Background built on grit.
I learned early that nothing worth keeping comes easy.
I’ve spent my career working in environments where plans collide with reality—on jobsites and boardrooms, in growing businesses under pressure, and on land that doesn’t care about forecasts or excuses. Those experiences shaped how I operate: solve the problem in front of you, make do with what you have, and leave things stronger than you found them.
My most significant role was that of a senior member of a leadership team of a fast-growing industrial construction company. Growth came fast and conditions were rarely ideal. My responsibility was to help keep the business standing while it scaled—tightening forecasting, enforcing contract discipline, aligning operations, and stepping in wherever the business was breaking. Over a short period, the company grew from under $30 million to nearly $100 million in revenue. That didn’t happen because conditions were perfect—it happened because people adapted, decisions got made, and problems were owned.
Before that, I earned my credibility inside construction operations—running warehouses, projects, fixing inventory, equipment and supply chain breakdowns, and overseeing the ground-up build of a 5 acre warehouse facility. Construction taught me toughness and accountability. When something goes wrong, you don’t debate it—you fix it. Strategy only matters if it survives weather, labor shortages, schedule pressure, and cost overruns.
My foundation is in marketing and public relations, where I learned how to build momentum with limited resources—earning attention, trust, and results without excess. That experience sharpened my ability to communicate clearly, adapt quickly, and turn constraints into leverage.
Outside of my professional work, I manage my family’s farm in tandem with my uncle—an operation that has been worked continuously for five generations. We manage hundreds of acres of farmland and rangeland and a commercial cattle operation. Farming hardens your perspective. You learn to work through bad years, unpredictable markets, and thin margins. You learn to repair instead of replace, improvise instead of complain, and make decisions that keep the operation alive for the next generation.
Across construction, finance, marketing, and agriculture, the thread is the same. I thrive in hard situations. I build systems that work when conditions aren’t perfect. I value ingenuity over polish, discipline over optimism, and resilience over shortcuts.
I don’t chase easy wins. I build things that last—because I’ve had to.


> [What the task asks]: Repeat each line of the data exactly as written.

> [Data in this exercise]:
■ ■ ■ ■

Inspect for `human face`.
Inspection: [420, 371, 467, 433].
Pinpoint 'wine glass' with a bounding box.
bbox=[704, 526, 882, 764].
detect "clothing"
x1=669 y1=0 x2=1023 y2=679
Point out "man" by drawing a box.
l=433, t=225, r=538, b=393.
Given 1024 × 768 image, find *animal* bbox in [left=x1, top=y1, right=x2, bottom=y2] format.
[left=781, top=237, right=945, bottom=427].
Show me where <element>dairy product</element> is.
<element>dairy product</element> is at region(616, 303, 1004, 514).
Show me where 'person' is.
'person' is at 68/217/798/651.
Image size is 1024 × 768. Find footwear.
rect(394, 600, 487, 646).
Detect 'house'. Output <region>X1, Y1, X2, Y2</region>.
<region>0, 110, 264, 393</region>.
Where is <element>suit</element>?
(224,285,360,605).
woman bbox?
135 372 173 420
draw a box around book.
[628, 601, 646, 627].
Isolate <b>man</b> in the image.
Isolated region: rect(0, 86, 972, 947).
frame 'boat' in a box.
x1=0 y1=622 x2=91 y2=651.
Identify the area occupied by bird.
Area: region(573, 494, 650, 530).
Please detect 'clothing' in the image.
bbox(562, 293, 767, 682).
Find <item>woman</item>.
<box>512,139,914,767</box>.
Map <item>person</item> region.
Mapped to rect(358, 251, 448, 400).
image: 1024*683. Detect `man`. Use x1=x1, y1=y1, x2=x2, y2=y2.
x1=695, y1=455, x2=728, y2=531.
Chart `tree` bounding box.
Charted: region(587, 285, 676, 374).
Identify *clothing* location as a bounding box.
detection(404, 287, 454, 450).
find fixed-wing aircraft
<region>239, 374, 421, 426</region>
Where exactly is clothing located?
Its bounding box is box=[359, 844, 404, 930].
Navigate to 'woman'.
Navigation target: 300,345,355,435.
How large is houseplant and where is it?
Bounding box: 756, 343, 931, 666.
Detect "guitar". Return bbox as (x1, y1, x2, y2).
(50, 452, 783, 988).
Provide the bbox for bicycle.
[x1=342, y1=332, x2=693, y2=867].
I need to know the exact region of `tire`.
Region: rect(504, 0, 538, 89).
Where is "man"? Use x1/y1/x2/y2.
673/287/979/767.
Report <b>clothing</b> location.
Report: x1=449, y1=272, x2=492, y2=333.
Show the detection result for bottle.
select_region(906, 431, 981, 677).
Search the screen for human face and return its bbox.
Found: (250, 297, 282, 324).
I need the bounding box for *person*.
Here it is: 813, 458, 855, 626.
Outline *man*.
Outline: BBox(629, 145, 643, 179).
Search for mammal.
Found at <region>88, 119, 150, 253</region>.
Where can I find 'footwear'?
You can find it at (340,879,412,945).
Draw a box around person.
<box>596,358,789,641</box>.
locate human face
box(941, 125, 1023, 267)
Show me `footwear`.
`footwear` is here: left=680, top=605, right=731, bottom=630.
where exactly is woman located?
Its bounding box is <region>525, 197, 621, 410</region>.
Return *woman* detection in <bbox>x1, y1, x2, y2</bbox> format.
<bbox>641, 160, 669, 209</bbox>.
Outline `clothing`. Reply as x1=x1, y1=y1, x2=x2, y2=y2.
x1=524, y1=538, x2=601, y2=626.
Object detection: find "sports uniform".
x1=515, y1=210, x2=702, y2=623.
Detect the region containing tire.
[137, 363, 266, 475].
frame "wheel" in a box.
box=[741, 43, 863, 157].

■ ■ ■ ■

> [Solution to this problem]:
Inspect for `human face`.
Inspection: [420, 371, 467, 433].
Pinpoint 'wine glass' with a bounding box.
bbox=[704, 526, 882, 764].
detect "clothing"
x1=669 y1=0 x2=1023 y2=679
Point out "man" by drawing a box.
l=433, t=225, r=538, b=393.
Given 1024 × 768 image, find *animal* bbox in [left=x1, top=y1, right=x2, bottom=y2] format.
[left=781, top=237, right=945, bottom=427].
Show me where <element>dairy product</element> is.
<element>dairy product</element> is at region(616, 303, 1004, 514).
Show me where 'person' is.
'person' is at 68/217/798/651.
Image size is 1024 × 768. Find footwear.
rect(394, 600, 487, 646).
Detect 'house'. Output <region>X1, Y1, X2, Y2</region>.
<region>0, 110, 264, 393</region>.
Where is <element>suit</element>?
(224,285,360,605).
woman bbox?
135 372 173 420
draw a box around book.
[628, 601, 646, 627].
Isolate <b>man</b> in the image.
Isolated region: rect(0, 86, 972, 947).
frame 'boat' in a box.
x1=0 y1=622 x2=91 y2=651.
Identify the area occupied by bird.
Area: region(573, 494, 650, 530).
Please detect 'clothing' in the image.
bbox(562, 293, 767, 682).
Find <item>woman</item>.
<box>512,139,914,767</box>.
Map <item>person</item> region.
Mapped to rect(358, 251, 448, 400).
image: 1024*683. Detect `man`. Use x1=x1, y1=y1, x2=x2, y2=y2.
x1=695, y1=455, x2=728, y2=531.
Chart `tree` bounding box.
Charted: region(587, 285, 676, 374).
Identify *clothing* location as a bounding box.
detection(404, 287, 454, 450).
find fixed-wing aircraft
<region>239, 374, 421, 426</region>
Where exactly is clothing located?
Its bounding box is box=[359, 844, 404, 930].
Navigate to 'woman'.
Navigation target: 300,345,355,435.
How large is houseplant and where is it?
Bounding box: 756, 343, 931, 666.
Detect "guitar". Return bbox as (x1, y1, x2, y2).
(50, 452, 783, 988).
Provide the bbox for bicycle.
[x1=342, y1=332, x2=693, y2=867].
I need to know the exact region of `tire`.
Region: rect(504, 0, 538, 89).
Where is "man"? Use x1/y1/x2/y2.
673/287/979/767.
Report <b>clothing</b> location.
Report: x1=449, y1=272, x2=492, y2=333.
Show the detection result for bottle.
select_region(906, 431, 981, 677).
Search the screen for human face and return its bbox.
Found: (250, 297, 282, 324).
I need the bounding box for *person*.
Here it is: 813, 458, 855, 626.
Outline *man*.
Outline: BBox(629, 145, 643, 179).
Search for mammal.
Found at <region>88, 119, 150, 253</region>.
Where can I find 'footwear'?
You can find it at (340,879,412,945).
Draw a box around person.
<box>596,358,789,641</box>.
locate human face
box(941, 125, 1023, 267)
Show me `footwear`.
`footwear` is here: left=680, top=605, right=731, bottom=630.
where exactly is woman located?
Its bounding box is <region>525, 197, 621, 410</region>.
Return *woman* detection in <bbox>x1, y1, x2, y2</bbox> format.
<bbox>641, 160, 669, 209</bbox>.
Outline `clothing`. Reply as x1=x1, y1=y1, x2=x2, y2=y2.
x1=524, y1=538, x2=601, y2=626.
Object detection: find "sports uniform".
x1=515, y1=210, x2=702, y2=623.
Detect the region containing tire.
[137, 363, 266, 475].
frame "wheel" in a box.
box=[741, 43, 863, 157].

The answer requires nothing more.